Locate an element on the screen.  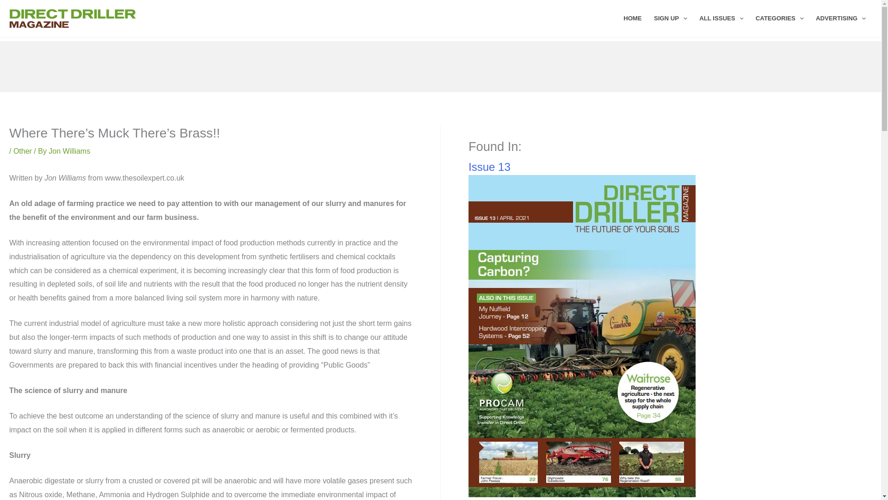
SIGN UP is located at coordinates (671, 19).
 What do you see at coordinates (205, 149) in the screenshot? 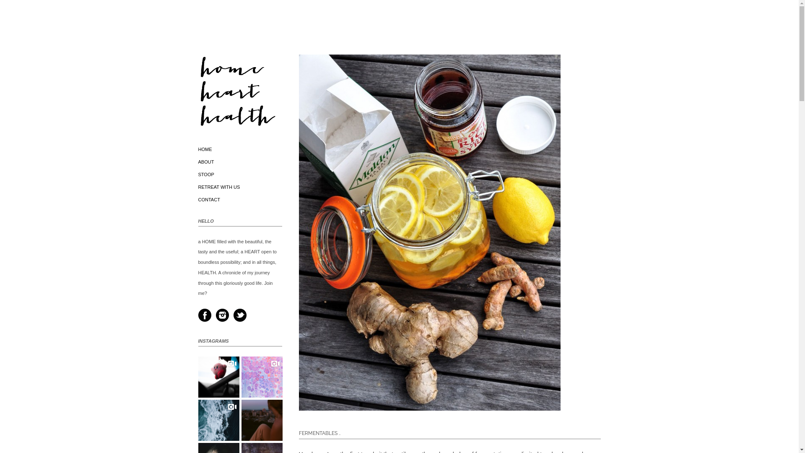
I see `HOME` at bounding box center [205, 149].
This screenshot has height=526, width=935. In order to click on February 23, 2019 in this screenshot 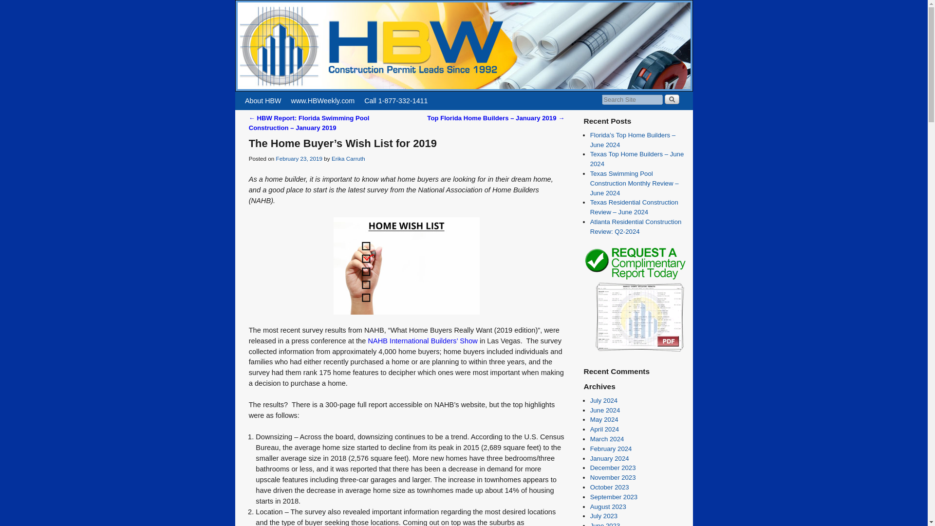, I will do `click(299, 158)`.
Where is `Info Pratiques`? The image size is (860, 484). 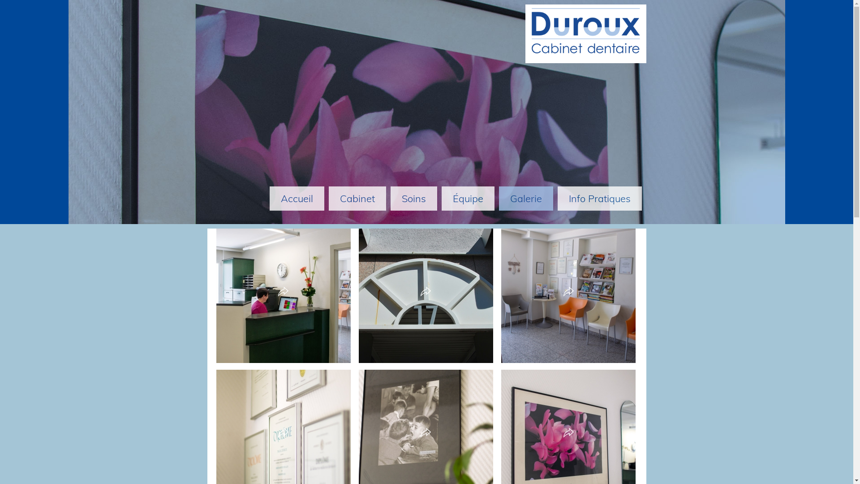 Info Pratiques is located at coordinates (599, 198).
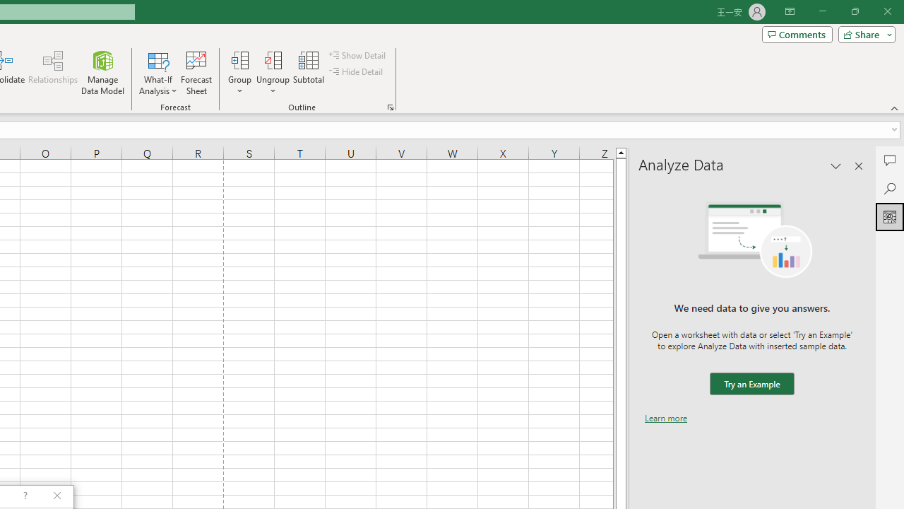 The width and height of the screenshot is (904, 509). Describe the element at coordinates (273, 72) in the screenshot. I see `Ungroup...` at that location.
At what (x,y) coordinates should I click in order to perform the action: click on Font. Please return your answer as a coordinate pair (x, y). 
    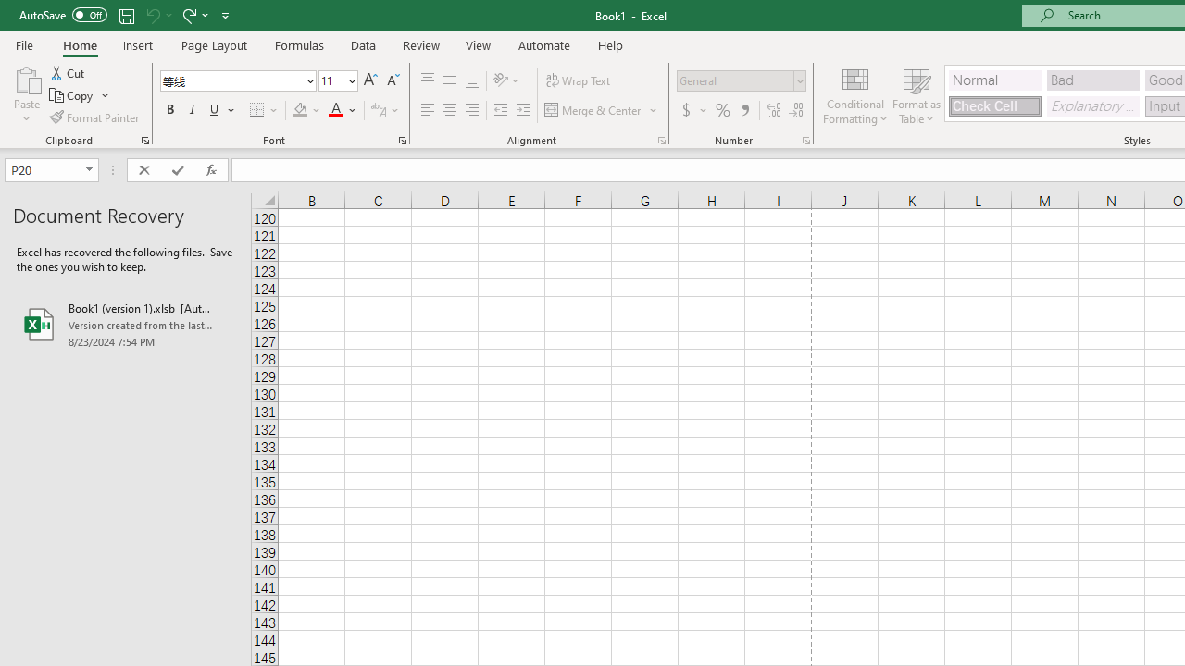
    Looking at the image, I should click on (237, 81).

◇ ◇ ◇ ◇

• _TASK INSTRUCTIONS_
Exactly as they appear, repeat the lines from the one containing "At what (x,y)" through the last line of the entries, counting both ends. Pictures stay out.

• _EXPECTED ANSWER_
At what (x,y) coordinates should I click in order to perform the action: click on Font. Please return your answer as a coordinate pair (x, y). 
    Looking at the image, I should click on (237, 81).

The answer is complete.